6. Man undertakes nothing in which he is not more or less
puzzled; and must try numberless experiments before he can bring
his undertakings to anything like perfection; even the simplest
operations of domestic life are not well performed without some
experience; and the term of man's life is half wasted before he has
done with his mistakes and begins to profit by his lessons.
Here’s the riddle:
How do you get down from an elephant?
I don’t know. How do you get down from an elephant?
You don’t get down from an elephant. You get down from a duck.
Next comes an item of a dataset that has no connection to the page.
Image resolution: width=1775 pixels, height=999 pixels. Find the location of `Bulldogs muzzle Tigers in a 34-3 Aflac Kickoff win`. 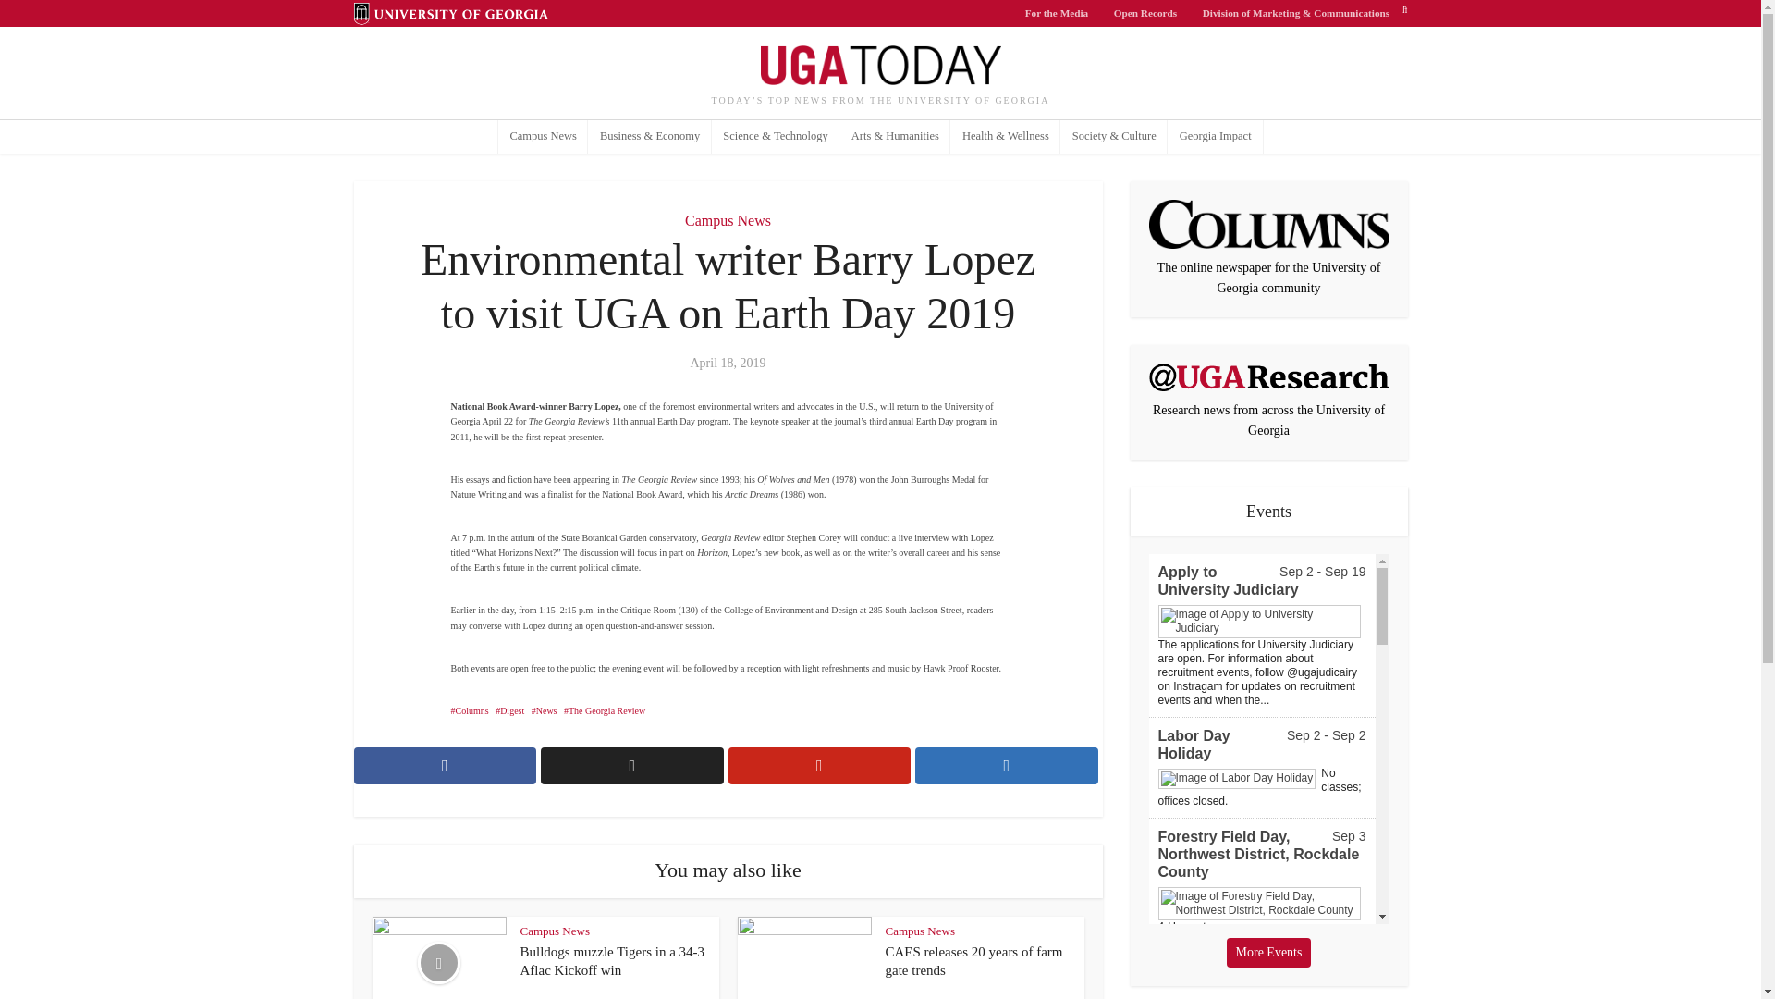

Once, many years ago, in a supermarket in Fayetteville, Arkansas, I was standing behind a woman at the checkout counter who was apparently friends with the checker and she said: “ I got a good one for you: how do you get off an elephant?”
(I remembered from my youth in northern Ohio the sensation I felt as the car would swerve trying to go up the icy hills, as I listened, anticipating, how this was going to go terribly wrong. . .)
“ I don’t know. How do you get off an elephant?”
(Here it comes, wait for it. . . )
“You don’t get off an elephant. You get off a duck.”
(I peeked to see if there was any serious injury. . . )
All of a sudden, on cue, both women erupted in laughter.
Sometimes I feel like I’m a visitor to your planet. That was one of those times.